Languages, Part 4
Google
Translate
In 2013, “Google Translate”
would translate text from and to the following languages:
These languages are
71 in number, and they include only one indigenous African language: Swahili.
In 2014, the number
of languages on the “Google Translate” list has increased to 81, but still
there is only the one indigenous African language on the list: Swahili.
The advent of free,
online, automatic translation services is a great boon and a help to people a
lot of the time. In our continent, where hundreds of languages are spoken, it
opens the prospect of people being able to communicate much better than before
across language barriers, if they have written text.
Printed text can be scanned
and rendered into digital text using Optical Character Recognition (OCR). Once
in that form it can be translate by Google Translate or by similar software.
But none of this works
for Africans, within Africa, if only one African language is available.
Whereas automatic
translation is in general progressive, the absence of indigenous African
languages works regressively for these languages. It means, at this stage, that
the selected, languages are even more privileged than before, and the African
languages relatively even more disadvantaged than before. The “playing field”
of automatic translation is less level than before.
Machine translation
Computer translation
is a great assistance, but it is not perfect. Computer translation has to be
corrected, because it always contains errors, and serious errors at that.
Computer translation
assists because it quickly gives you a draft to work on.
To correct, you must
apply your own knowledge of the languages, or use an old-fashioned dictionary,
or the computer equivalent of an old-fashioned dictionary.
Translation is an
art. Computer translation cannot complete the artistic function of the
translator.
South Africans have
not come to terms with translation, yet. This is not only true in terms of the
eleven official languages, and other languages spoken in South Africa, but also
in terms of international languages used in other parts of Africa such as
French, Portuguese, Arabic, and Swahili.
This becomes at some
point a political problem, because politics relies on communication, so that
anything that inhibits communication can have a political effect.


> _Exercise prompt_:
Would you reproduce each of the records below precisely, with the pictures left out?
(Data records)
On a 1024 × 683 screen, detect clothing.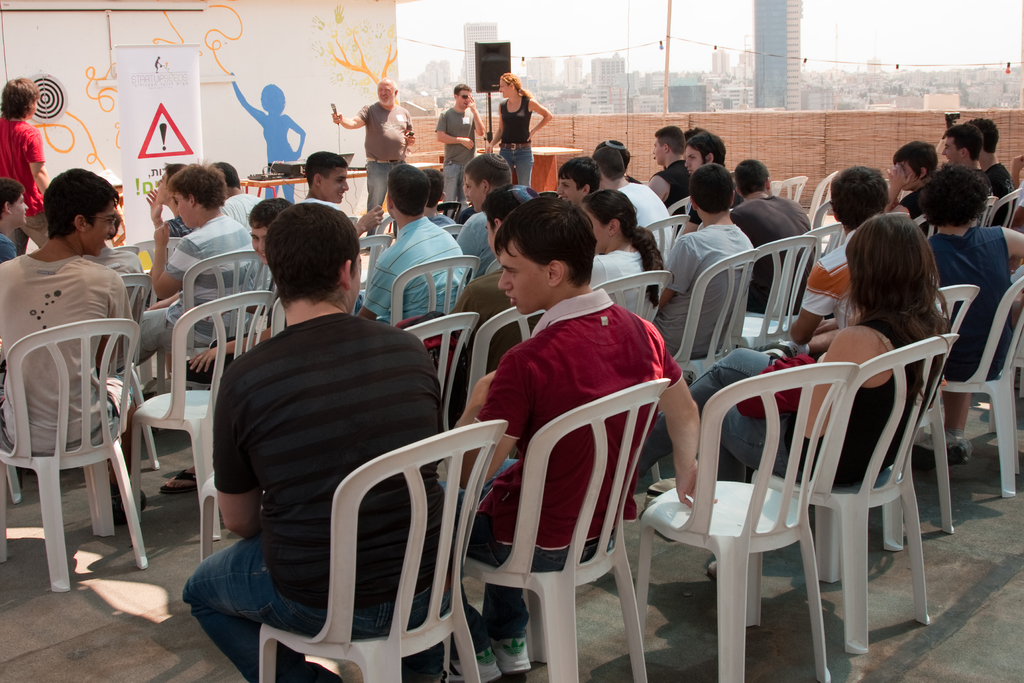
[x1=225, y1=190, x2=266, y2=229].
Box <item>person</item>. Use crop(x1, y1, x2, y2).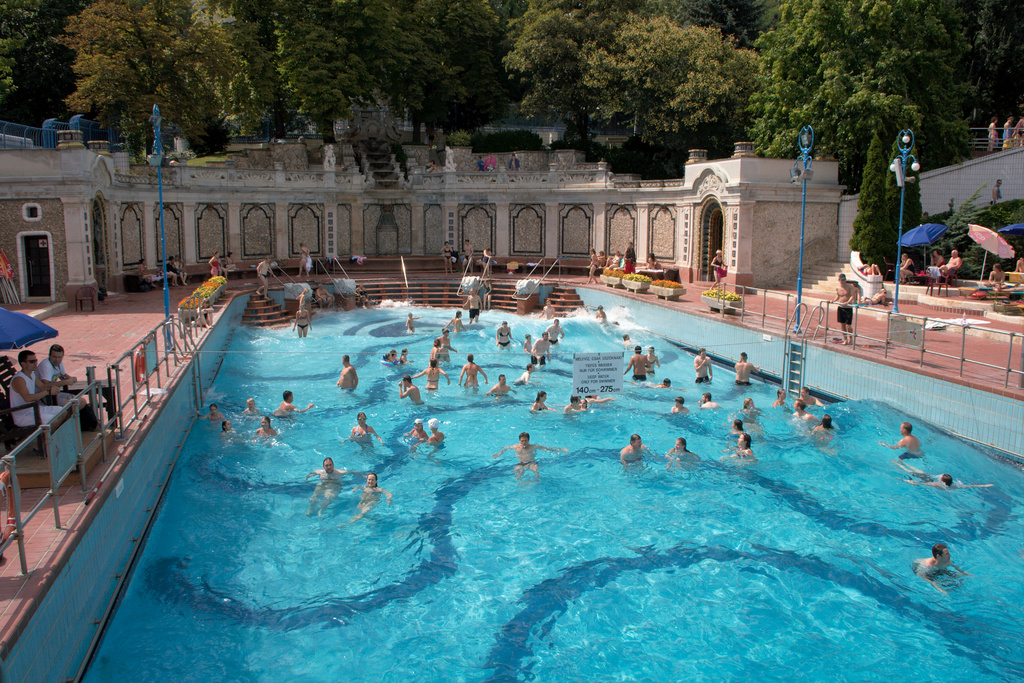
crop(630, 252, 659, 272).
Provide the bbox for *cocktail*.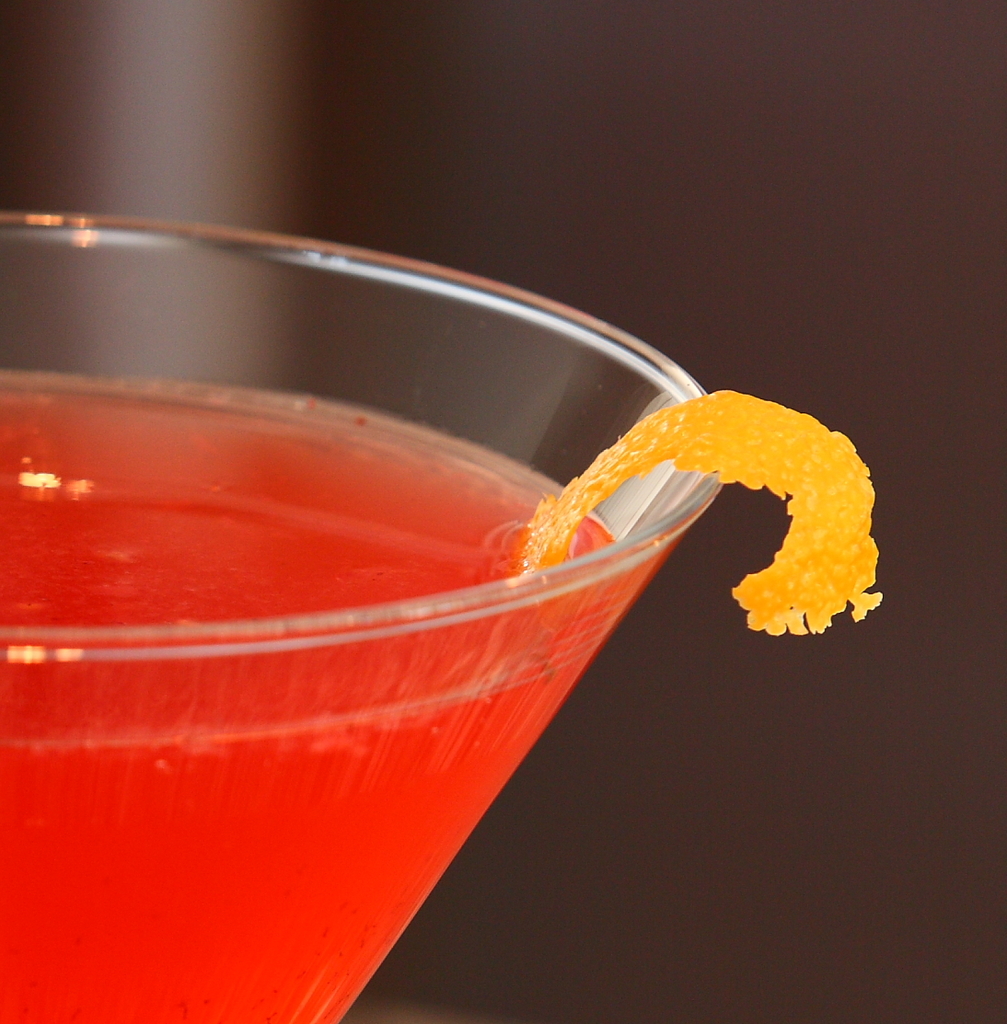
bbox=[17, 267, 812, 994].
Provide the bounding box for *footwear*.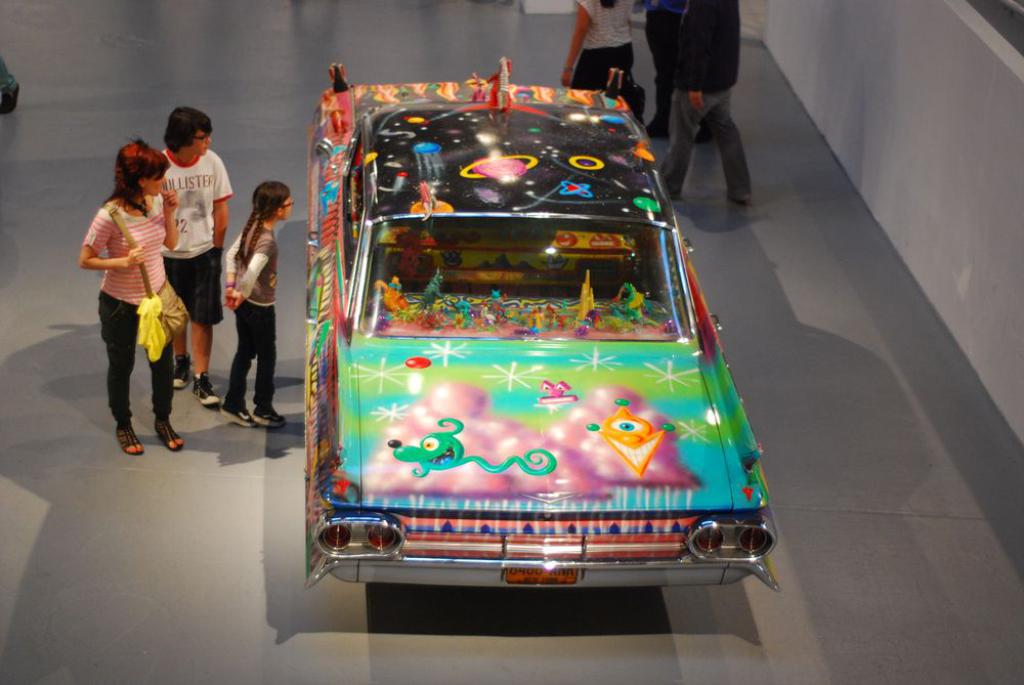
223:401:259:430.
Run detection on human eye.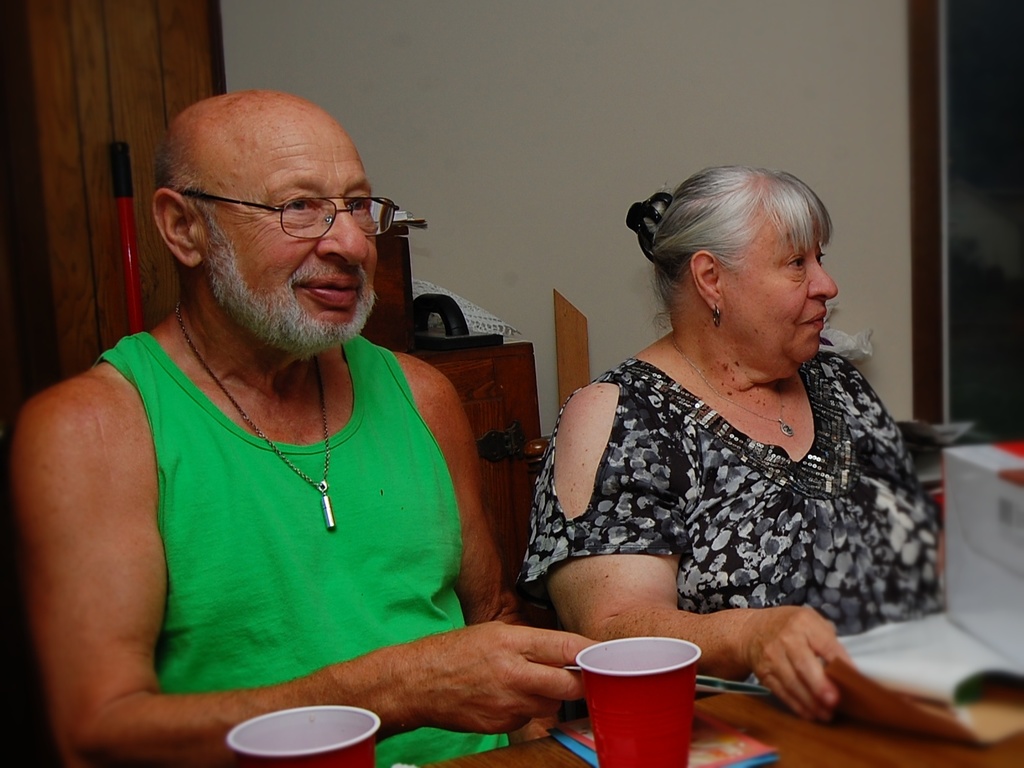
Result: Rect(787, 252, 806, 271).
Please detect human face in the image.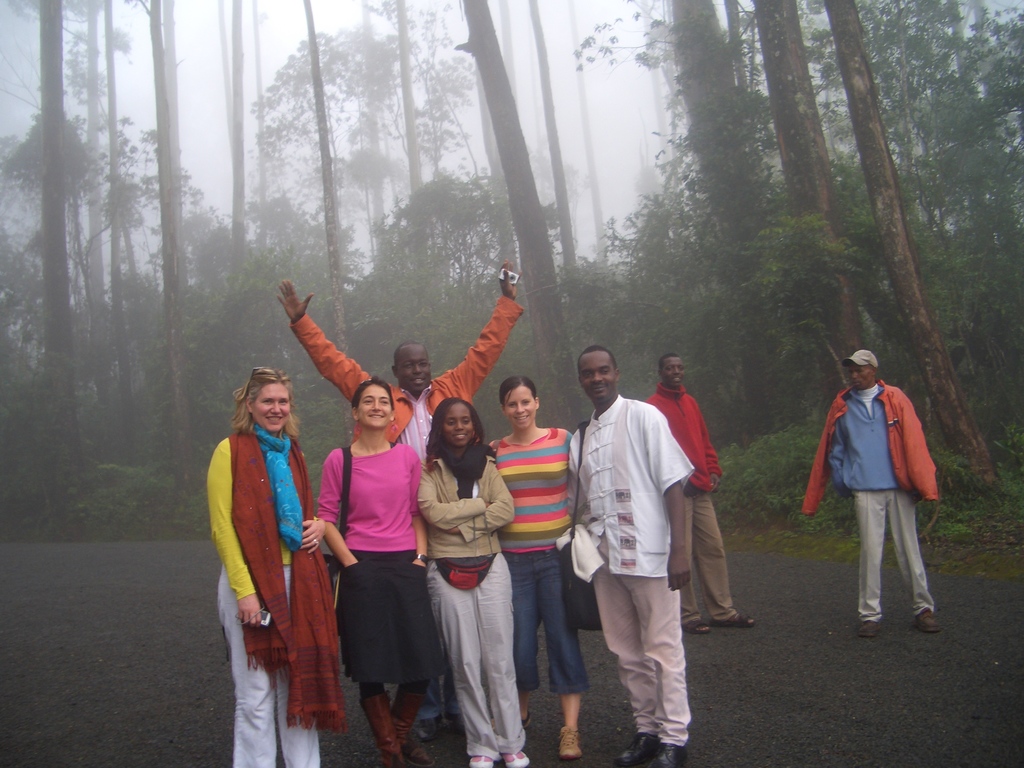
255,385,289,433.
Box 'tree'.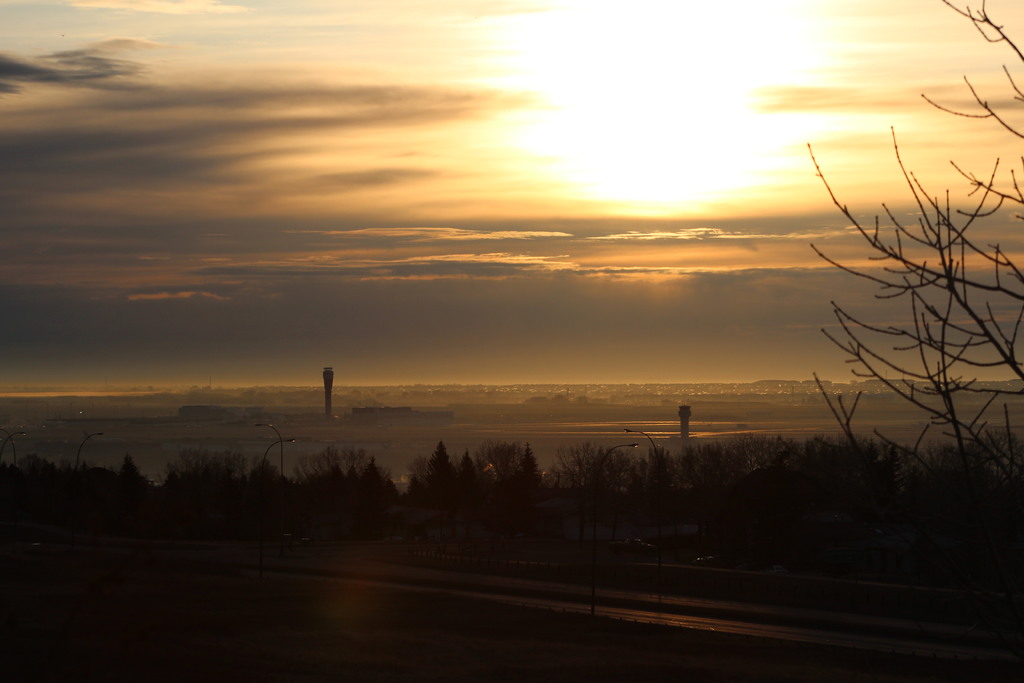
(End Data records)
> _Exercise result_:
On a 1024 × 683 screen, detect clothing.
[x1=225, y1=190, x2=266, y2=229].
Box <item>person</item>. Use crop(x1, y1, x2, y2).
crop(630, 252, 659, 272).
Provide the bbox for *cocktail*.
bbox=[17, 267, 812, 994].
Provide the bounding box for *footwear*.
223:401:259:430.
Run detection on human eye.
Result: Rect(787, 252, 806, 271).
Please detect human face in the image.
255,385,289,433.
Box 'tree'.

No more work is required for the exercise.